By Yawen Chen
LONDON, July 9 (Reuters Breakingviews) – Ships passing through the Strait of Hormuz may pay tolls after all. Just not the kind Iran can actually collect. Ostensibly, the relative calm of the last few weeks is over. Iran’s strikes this week on ships trying to transit Hormuz via the waterway nearest Oman – rather than Tehran’s stipulated “safe route” hugging its own coastline – prompted counterattacks by U.S. forces. President Donald Trump then tore up a 60-day ceasefire.
Yet far from freaking out, Brent oil prices are miles below the $120-a-barrel levels seen in March and April, when investors feared 20 million barrels of daily crude and petroleum products supply might be trapped.
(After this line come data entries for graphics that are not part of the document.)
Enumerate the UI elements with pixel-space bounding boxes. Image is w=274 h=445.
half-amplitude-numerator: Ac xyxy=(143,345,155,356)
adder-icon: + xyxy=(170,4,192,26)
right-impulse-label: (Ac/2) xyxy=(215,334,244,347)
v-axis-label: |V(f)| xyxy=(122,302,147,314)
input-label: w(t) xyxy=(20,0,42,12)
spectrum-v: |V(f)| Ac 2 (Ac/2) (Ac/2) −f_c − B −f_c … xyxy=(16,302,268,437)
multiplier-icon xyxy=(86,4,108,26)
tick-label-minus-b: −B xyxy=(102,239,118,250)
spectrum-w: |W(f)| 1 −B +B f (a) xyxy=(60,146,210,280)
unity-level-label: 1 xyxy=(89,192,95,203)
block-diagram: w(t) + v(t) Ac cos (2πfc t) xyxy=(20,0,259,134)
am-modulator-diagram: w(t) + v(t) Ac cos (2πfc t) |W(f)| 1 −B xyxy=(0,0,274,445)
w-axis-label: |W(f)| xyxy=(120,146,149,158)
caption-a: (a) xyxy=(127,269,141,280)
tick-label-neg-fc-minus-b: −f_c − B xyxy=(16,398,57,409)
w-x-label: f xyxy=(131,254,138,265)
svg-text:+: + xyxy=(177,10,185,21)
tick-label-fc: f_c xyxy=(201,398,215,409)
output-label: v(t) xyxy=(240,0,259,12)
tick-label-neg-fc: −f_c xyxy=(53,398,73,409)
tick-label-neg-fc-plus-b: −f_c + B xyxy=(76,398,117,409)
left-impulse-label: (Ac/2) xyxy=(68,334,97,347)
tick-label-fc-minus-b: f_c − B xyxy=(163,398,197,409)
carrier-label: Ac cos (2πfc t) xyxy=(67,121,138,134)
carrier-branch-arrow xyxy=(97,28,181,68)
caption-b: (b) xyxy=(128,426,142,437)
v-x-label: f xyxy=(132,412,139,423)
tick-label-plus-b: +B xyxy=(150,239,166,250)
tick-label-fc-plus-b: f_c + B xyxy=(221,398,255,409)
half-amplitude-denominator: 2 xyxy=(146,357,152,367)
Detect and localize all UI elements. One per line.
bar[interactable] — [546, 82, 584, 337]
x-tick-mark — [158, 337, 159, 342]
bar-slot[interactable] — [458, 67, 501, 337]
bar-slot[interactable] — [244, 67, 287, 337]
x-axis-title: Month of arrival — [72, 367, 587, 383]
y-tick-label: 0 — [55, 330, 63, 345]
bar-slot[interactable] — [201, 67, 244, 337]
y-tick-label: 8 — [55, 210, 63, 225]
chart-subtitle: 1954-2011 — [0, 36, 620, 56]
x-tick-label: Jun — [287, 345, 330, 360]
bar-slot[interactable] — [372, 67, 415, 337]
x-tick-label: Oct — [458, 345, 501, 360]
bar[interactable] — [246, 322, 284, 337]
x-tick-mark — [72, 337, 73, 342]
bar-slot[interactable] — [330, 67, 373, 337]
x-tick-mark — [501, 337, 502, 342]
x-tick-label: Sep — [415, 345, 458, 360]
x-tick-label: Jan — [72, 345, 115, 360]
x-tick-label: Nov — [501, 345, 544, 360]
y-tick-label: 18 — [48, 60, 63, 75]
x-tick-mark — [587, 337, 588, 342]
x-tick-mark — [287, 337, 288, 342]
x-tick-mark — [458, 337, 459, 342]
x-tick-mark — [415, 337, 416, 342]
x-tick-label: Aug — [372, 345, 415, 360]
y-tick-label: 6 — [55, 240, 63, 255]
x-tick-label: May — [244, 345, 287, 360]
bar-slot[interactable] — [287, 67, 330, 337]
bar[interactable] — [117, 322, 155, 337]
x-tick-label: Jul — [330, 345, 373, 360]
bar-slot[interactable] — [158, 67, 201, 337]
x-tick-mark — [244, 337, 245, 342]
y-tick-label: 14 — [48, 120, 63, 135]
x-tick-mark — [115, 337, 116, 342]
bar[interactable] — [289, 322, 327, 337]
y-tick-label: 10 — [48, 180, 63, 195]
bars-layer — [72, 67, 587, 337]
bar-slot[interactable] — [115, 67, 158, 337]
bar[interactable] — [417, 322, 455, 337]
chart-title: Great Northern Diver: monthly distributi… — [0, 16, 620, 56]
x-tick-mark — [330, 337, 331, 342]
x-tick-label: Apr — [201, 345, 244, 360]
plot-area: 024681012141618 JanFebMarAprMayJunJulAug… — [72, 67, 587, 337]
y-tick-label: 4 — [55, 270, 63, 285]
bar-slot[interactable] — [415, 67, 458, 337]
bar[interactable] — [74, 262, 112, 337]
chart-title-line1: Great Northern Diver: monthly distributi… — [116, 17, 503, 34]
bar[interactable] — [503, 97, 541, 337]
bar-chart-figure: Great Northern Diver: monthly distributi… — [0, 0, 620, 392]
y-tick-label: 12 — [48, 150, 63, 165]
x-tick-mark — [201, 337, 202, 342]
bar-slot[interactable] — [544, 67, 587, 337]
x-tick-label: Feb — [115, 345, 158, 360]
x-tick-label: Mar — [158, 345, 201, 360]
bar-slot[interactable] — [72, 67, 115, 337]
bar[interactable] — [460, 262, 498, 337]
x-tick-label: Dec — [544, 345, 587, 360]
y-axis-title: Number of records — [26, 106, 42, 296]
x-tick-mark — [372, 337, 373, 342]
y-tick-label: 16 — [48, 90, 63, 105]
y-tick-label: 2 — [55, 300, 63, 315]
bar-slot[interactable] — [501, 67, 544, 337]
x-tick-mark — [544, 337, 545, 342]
On Thursday they were merely at $79 a barrel, against $71 on Monday. That says something about both sides’ leverage, and the increasing restrictions on it.
Iran’s power remains its ability to strike any vessel passing Hormuz, and thus charge a levy or toll for safe passage. Washington’s is an ability to hit back even more powerfully than it did during the height of the war in March and April. Both developments remain possible, but with looming mid-term U.S. elections in November limiting Trump’s scope to re-escalate a controversial war, Tehran will know his bark is likely worse than his bite.
Unfortunately for Iran, so is theirs. The lesson of the last few months is that disrupting one of the world’s most important shipping lanes is different to upending the oil market itself. Sector specialist Energy Intelligence estimates that alternative export routes, emergency global production increases, strategic stock releases and sanctions waivers reduced the effective supply shortfall to around 3 million barrels a day. Demand adjusted swiftly too: China’s crude imports fell by about 5 million barrels a day between February and May and refiners elsewhere in Asia cut runs. As previously trapped tankers in the Gulf exited the strait, some markets had too much supply rather than too little.
If the oil market continues to muddle through and more of the black stuff avoids Hormuz via pipelines, Trump may see Iran’s leverage as a wasting asset. He’s then even less likely to sign off on an Iranian toll system, which in any case would represent a highly visible defeat. Yet shippers through Hormuz are still likely to pay a toll, even if it’s not a literal one that Tehran collects. So long as the current less stable equilibrium drags on, the daily cost of hiring and insuring oil tankers to pass through Hormuz will remain elevated compared to pre-war levels. That, plus the distinct risk of losing hard-to-replace vessels, will mean transit numbers below the 54 crossings counted by the Joint Maritime Information Center on June 24 — itself way below levels seen before March. Given this de facto toll will be passed onto oil’s end-users, the main upshot of crude’s latest flashpoint is to reinstate an appropriate premium that encompasses all this lingering risk.
CONTEXT NEWS:
The U.S. military said on July 8 it launched fresh strikes on Iran to keep the Strait of Hormuz open to shipping, triggering Iranian attacks on Kuwait and Bahrain.
The latest round of attacks, which the U.S. said was carried out in response to Iran’s assault on three cargo ships transiting the strait on July 7, came hours after U.S. President Donald Trump said he believed an interim ceasefire with Iran to be “over”.
Brent crude futures had fallen 1.3% to $76.99 a barrel by 0749 GMT on July 9, before recovering to trade at $79 a barrel as of 1200 GMT.
The United States also revoked the general licence authorising the sale of Iranian crude on July 7.
The author is a Reuters Breakingviews columnist. The opinions expressed are her own.